“Dear one!” he said, kissing her hand more gravely; “dear one, God grant such sweetness may come to me—for indeed I want to love some woman dearly,” and the warm blood mounted to his cheek.
Often in their tender confidences they spoke of this fair one who was to crown his happy life, and one day, having returned from a brief visit in another county, as they sat together in the evening she broke forth with a little sigh in her sweet voice.
“Ah, Gerald,” she said, “I saw in Gloucestershire the loveliest strange creature—so lovely and so strange that she gave me an ache in the heart.”

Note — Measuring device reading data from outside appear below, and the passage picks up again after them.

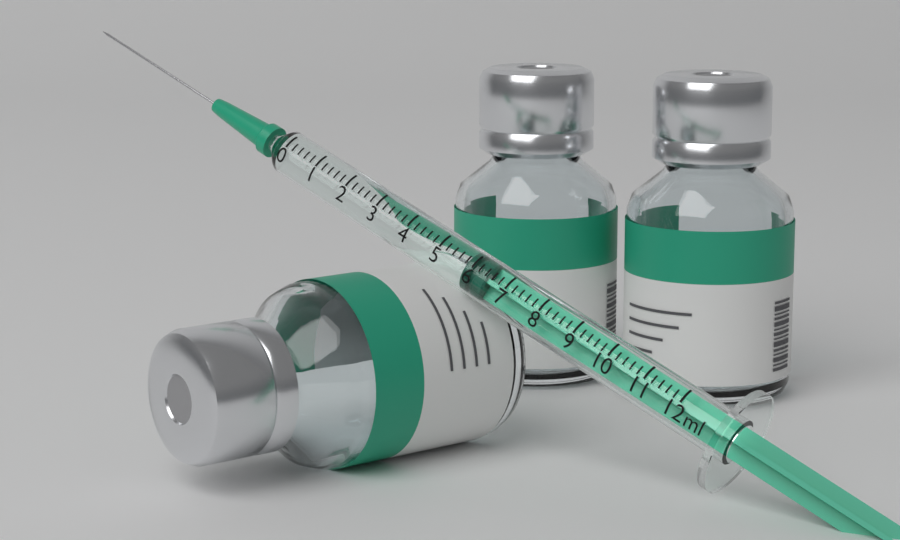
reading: 5.8 ml
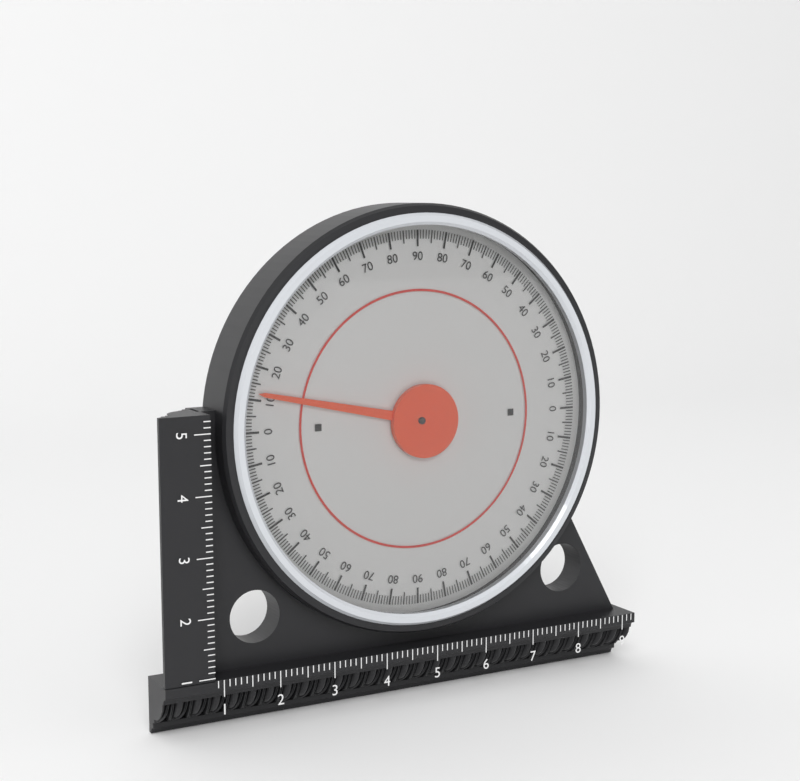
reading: 12 (no unit)
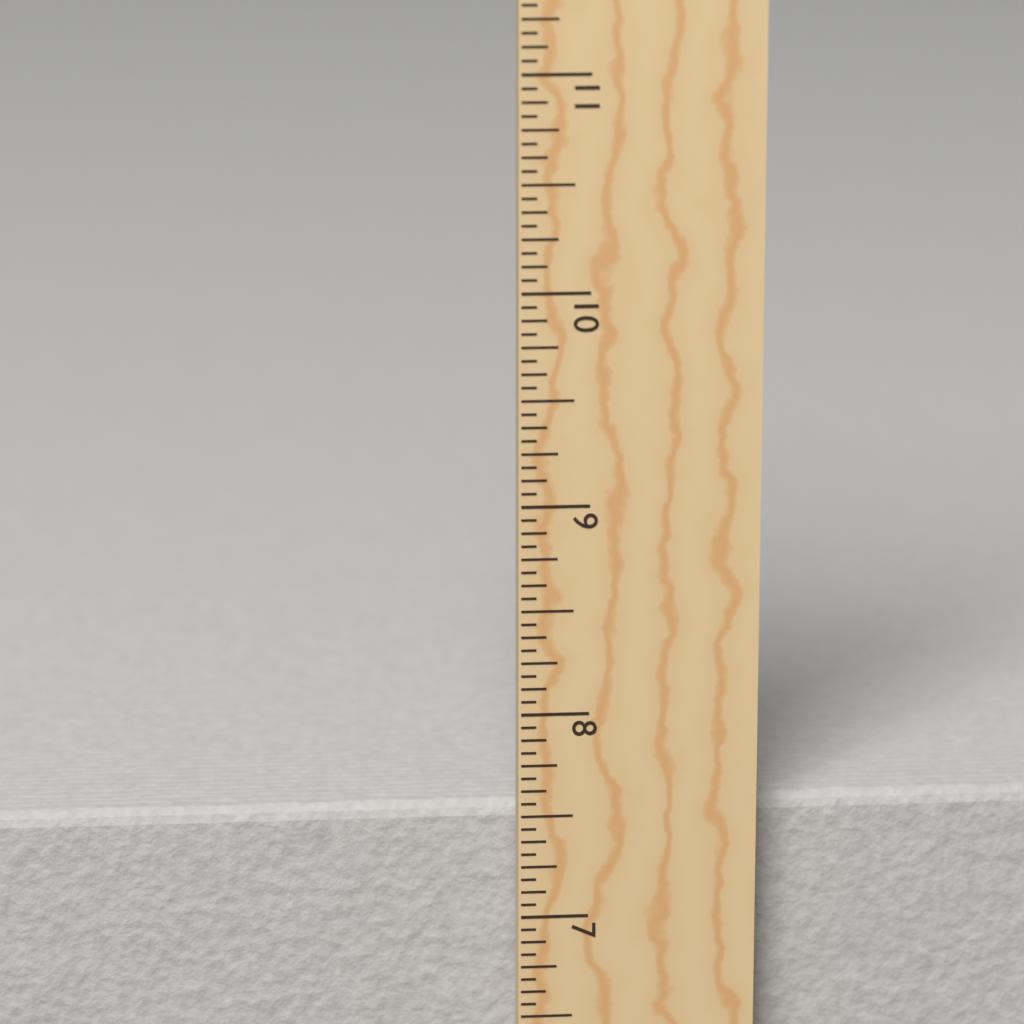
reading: 7.5000 in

“And why, sweet one?” he asked.
“Because I think she must be the most splendid beauteous thing in all the world—and she has been so ill used by Fate. How could the poor child save herself from ill? Her mother died when she was born; her father is a wicked blasphemous rioter. He has so brought her up that she has known no woman all her life, but has been his pastime and toy. From her babyhood she has been taught naught but evil. She is so strong and beautiful and wild that she is the talk of all the country. But, ah, Gerald, the look in her great eyes—her red young mouth—her wonderfulness! My heart stood still to see her. She hurt me so.”
My lord Marquess looked down upon the floor and his brow knit itself.
“’Twould hurt any tender soul to see her,” he said. “I am but a man—and I think ’twas rage I felt—that such a thing should be cast to ravening wolves.”
“You,” she cried, as if half alarmed; “you have seen her?”
“’Tis the beauty of Wildairs you speak of surely,” he answered; “and I have seen her once—and heard of her often.”
“Oh, Gerald,” said her Grace, “’tis cruel. If she had had a mother—if God had but been good to her—” she put her hand up to her mouth to check herself, in innocent dread of that her words implied. “Nay, nay,” she said, “if I would be a pious woman I must not dare to say such things. But oh! dearest one—if life had been fair to her, she—She is the one you might have loved and who would have worshipped such a man. It might have been—it might have been.”
His colour died away and left him pale—he felt it with a sudden sense of shock.
“It was not,” he said, hurriedly. “It was not—and she is but fourteen—and our lives lie far apart. I shall be in the field, or at the French or Spanish Courts. And were I on English soil I—I would keep away.”
His mother turned pale also. Being his mother she felt with him the beating of his blood—and his face had a strange look which she had never seen before. She rose and went to him.
“Yes, yes, you are right,” she exclaimed. “You could not—she could not—! And ’twould be best to keep away—to keep away. For if you loved her, ’twould drive you mad, and make you forget what you must be.”
He tried to smile, succeeding but poorly.